Exactly a month ago we suggested that Auckland local bodies should put their plans to buy the region's railways on hold until the national picture is clearer. Tranz Rail had just put all its passenger services up for sale. But the local bodies were not inclined to pause. Since then Infrastructure Auckland has committed $30 million towards the purchase, on condition that taxpayers provide another $35 million, and the local bodies have decided to ask for more.
Rather than pay $65 million for two railway corridors and an annual sum for access to a third, the Auckland councils have agreed to buy the lease of the third line, too, bringing the purchase price to $112 million. In fact, they say, the new price is no more than the original deal would have cost when the annual rental of the third line is taken into account.
So the region is proposing to pay $112 million for the Auckland section of a national railway that fetched $328.3 million in its entirety when privatised in 1993. And the deal does not include rolling stock - just leasehold land, tracks, stations and signals.
It is hard to escape the impression that the local bodies are rushing into an urban rail scheme as though money was no problem. And it is not a problem, for the moment. Infrastructure Auckland was set up with assets close to $1 billion and while the value of its cash cow, Ports of Auckland, has declined by $95.4 million in the past year, there remains sufficient in the Infrastructure kitty to buy the entire national railway if it was allowed.
But the danger is that local government, flush with funds, will build a transport system that will cost ratepayers a fortune to keep running. As our series concluding today has shown, there are no simple solutions to public transport problems locally or nationally. Tranz Rail wants not only to sell its passenger and tourist services but also to close lines to Rotorua and Gisborne. And now the original shareholders - Wisconsin Central and Fay, Richwhite - have put their 38 per cent stake on the market.
Despite some enthusiasm within the Alliance and the Green Party, it is hard to imagine that the Government could be enticed to buy the stake. Rail regularly lost millions in state ownership. But in spite of the declining profitability of Tranz Rail, there seems to be no shortage of international operators interested in it. It is in everyone's interest that the railways remain a private enterprise in order that the right investment decisions are made.

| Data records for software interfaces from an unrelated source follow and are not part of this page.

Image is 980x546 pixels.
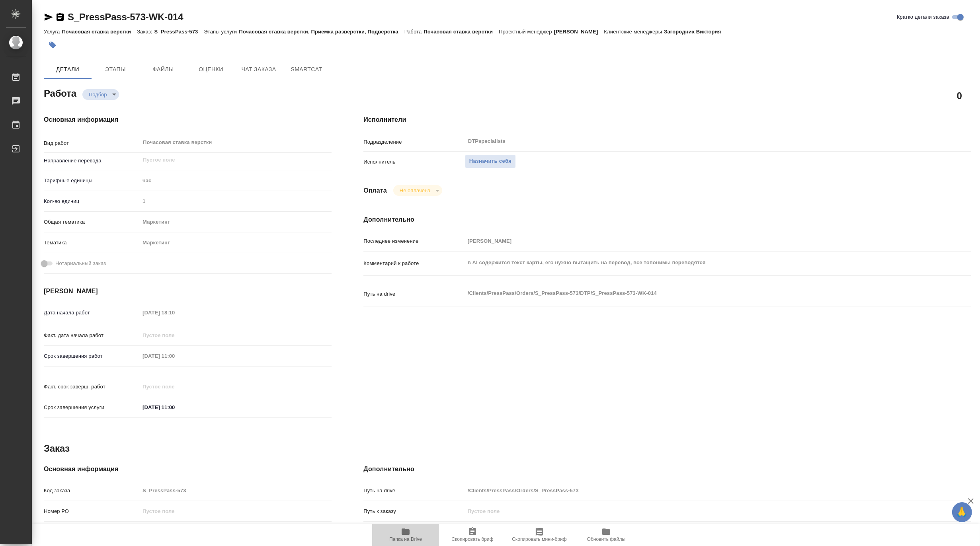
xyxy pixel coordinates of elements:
input: Пустое поле [140,330,210,341]
p: Исполнитель [363,158,465,166]
h2: Заказ [43,443,70,455]
p: Вид работ [43,139,140,147]
div: Подбор [82,89,119,100]
p: Номер РО [43,507,140,516]
button: Скопировать ссылку для ЯМессенджера [43,13,53,22]
p: Путь к заказу [363,507,465,516]
p: [PERSON_NAME] [555,29,604,35]
div: Маркетинг [140,216,331,229]
p: Путь на drive [363,487,465,495]
p: Почасовая ставка верстки [62,29,137,35]
h4: Исполнители [363,115,971,125]
span: Этапы [97,65,134,74]
p: Подразделение [363,138,465,146]
input: Пустое поле [140,485,331,497]
a: S_PressPass-573-WK-014 [68,12,184,22]
p: Комментарий к работе [363,260,465,268]
button: Не оплачена [397,187,433,194]
p: Путь на drive [363,290,465,299]
p: Почасовая ставка верстки [423,29,499,35]
button: Подбор [86,91,109,98]
textarea: /Clients/PressPass/Orders/S_PressPass-573/DTP/S_PressPass-573-WK-014 [465,287,921,301]
button: Добавить тэг [43,36,61,54]
div: Маркетинг [140,236,331,249]
p: Заказ: [137,29,154,35]
h4: [PERSON_NAME] [43,287,331,297]
p: S_PressPass-573 [155,29,204,35]
div: Подбор [393,186,443,196]
p: Тарифные единицы [43,177,140,185]
div: час [140,174,331,187]
h4: Основная информация [43,115,331,125]
span: Файлы [144,65,183,74]
h2: 0 [957,89,963,102]
input: Пустое поле [465,485,921,497]
p: Тематика [43,239,140,246]
p: Дата начала работ [43,309,140,317]
p: Услуга [43,29,62,35]
span: 🙏 [956,504,969,521]
input: Пустое поле [140,307,210,319]
p: Срок завершения услуги [43,404,140,412]
textarea: в AI содержится текст карты, его нужно вытащить на перевод, все топонимы переводятся [465,256,921,270]
p: Факт. дата начала работ [43,331,140,339]
span: Кратко детали заказа [897,14,950,21]
p: Загородних Виктория [664,29,727,35]
p: Проектный менеджер [499,29,554,35]
p: Кол-во единиц [43,197,140,206]
button: 🙏 [953,503,972,523]
button: Скопировать мини-бриф [506,524,573,546]
p: Клиентские менеджеры [604,29,665,35]
span: Папка на Drive [389,536,422,542]
span: Обновить файлы [588,536,626,542]
span: Нотариальный заказ [55,260,106,268]
h4: Оплата [363,186,387,195]
p: Общая тематика [43,218,140,226]
input: Пустое поле [465,505,921,517]
p: Факт. срок заверш. работ [43,383,140,391]
button: Назначить себя [465,155,516,168]
h4: Дополнительно [363,465,971,474]
p: Этапы услуги [204,29,239,35]
input: Пустое поле [140,505,331,517]
p: Направление перевода [43,157,140,165]
span: Детали [48,65,87,74]
button: Папка на Drive [372,524,439,546]
input: Пустое поле [142,156,313,165]
button: Скопировать ссылку [55,13,65,22]
p: Почасовая ставка верстки, Приемка разверстки, Подверстка [239,29,405,35]
p: Последнее изменение [363,238,465,245]
input: Пустое поле [465,235,921,246]
span: SmartCat [287,65,326,74]
h4: Основная информация [43,465,331,474]
p: Код заказа [43,487,140,495]
p: Срок завершения работ [43,353,140,360]
h2: Работа [43,86,76,100]
h4: Дополнительно [363,215,971,224]
span: Назначить себя [470,157,511,166]
input: ✎ Введи что-нибудь [140,402,210,414]
span: Чат заказа [240,65,278,74]
input: Пустое поле [140,351,210,362]
button: Скопировать бриф [439,524,506,546]
span: Оценки [192,65,230,74]
span: Скопировать мини-бриф [512,536,566,542]
input: Пустое поле [140,381,210,392]
span: Скопировать бриф [451,536,493,542]
p: Работа [405,29,424,35]
button: Обновить файлы [573,524,640,546]
input: Пустое поле [140,195,331,207]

That is to say, the level of investment should be no more and no less than the real value of rail to the economy. That value can be seen when all modes of transport present their true cost to users. Rail enthusiasts argue that if road users, particularly in private cars, had to confront the costs of the wear and pollution they cause, they would find rail more economic. Yet a study of those environmental costs some years ago produced a figure roughly the same as the total amount motorists pay in petrol taxes.
Rail has proved competitive against roads and air travel in the movement of freight but not in the contest for passengers. Auckland local bodies are proposing to invest heavily in a public rail system to make it modern, regular, reliable and convenient. But the scheme depends upon most people being prepared to drive or catch a bus to a train station and the lines serve a limited proportion of Aucklanders' daily destinations. That was reason rapid rail schemes never proceeded very far.
Now that money is no problem, those misgivings seem to have been shunted aside. They remain very good reasons for caution.